For how long he didn't know. When he woke it was night, and he was weak with hunger. He staggered out of the bunk and over to the table and lighted a candle. He built a fire in the rickety stove and wolfed down some moldy pan bread that had been cached in a sack hung by a wire from the ridgepole.
The shack was just warming up when he heard the horses outside. He forgot his bread, forgot his hunger, forgot his weakness, and staggered to the door and threw it open.
“Tip? Barney? That you?” he yelled hoarsely.
Out in the darkness he heard a quiet chuckle, and then a man walked into the light of the doorway.
“Pres Milo,” the voice drawled. “Sittin' up to meet us, eh?”
Pres almost cried. It was Will Danning, tall and unshaven, his eyes a smoky, sultry gray, who came into the room and pushed him back onto the bunk.
Chapter Fifteen
A F
OOLPROOF
S
CHEME
Will looked at Pres's beefy face, drawn and harried-looking and unshaven, and then regarded his clothes, torn and muddy and holding a fine sand in each crease. The Rainey brothers, Jack and Phil, stepped into the room behind him.
“Who's this?” Jack Rainey growled.
Will's eyes glinted with a secret amusement. “This? Why, he's the man that signs the bill of sale, boys.”
Jack looked at him. “Then you ain't Milo?”
Will shook his head. “I was goin' to forge his name. Now I don't reckon we'll have to.”
Pres was bewildered by all this talk.

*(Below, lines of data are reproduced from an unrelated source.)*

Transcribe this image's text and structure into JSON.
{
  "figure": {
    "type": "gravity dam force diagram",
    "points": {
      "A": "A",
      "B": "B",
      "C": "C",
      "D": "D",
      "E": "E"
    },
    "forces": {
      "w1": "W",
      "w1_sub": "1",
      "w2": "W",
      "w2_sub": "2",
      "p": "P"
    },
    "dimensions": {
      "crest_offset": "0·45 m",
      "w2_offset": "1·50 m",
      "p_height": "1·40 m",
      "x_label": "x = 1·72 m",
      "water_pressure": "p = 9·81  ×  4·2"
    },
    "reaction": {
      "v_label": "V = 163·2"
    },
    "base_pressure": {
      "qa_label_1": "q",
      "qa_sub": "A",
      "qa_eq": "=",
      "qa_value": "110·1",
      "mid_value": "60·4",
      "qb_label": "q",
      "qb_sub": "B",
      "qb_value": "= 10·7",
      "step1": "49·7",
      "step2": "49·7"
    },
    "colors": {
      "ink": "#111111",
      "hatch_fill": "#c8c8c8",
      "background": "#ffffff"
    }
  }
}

Will had to repeat his question. “What happened to you, Pres?”
Pres flagged his weary brain into action. He knew that if he told Will Danning the true story of how Milt Barron had almost killed him, Will would want to know why. And in learning why, Will would learn that he knew Milt's name. Will would kill him then. If he didn't, Milt would. The memory of Milt pacing that bank yesterdayâor was it the day beforeâwould never leave his mind. He didn't want another man like Milt after him, too.
He said weakly, “I got caught in the storm and set afoot in a floodin' arroyo. I damn near died.”
Will's long face was touched with sardonic enjoyment of this.
Pres said, “I don't care what you do with me, Danning. Only I got to eat! I'm starved!”
Will's glance traveled to the cans up on the shelf. “Rig up some grub, Phil,” he said to the younger man. To Pres he said dryly, “Do you think you can stagger to the door while I show you somethin'?”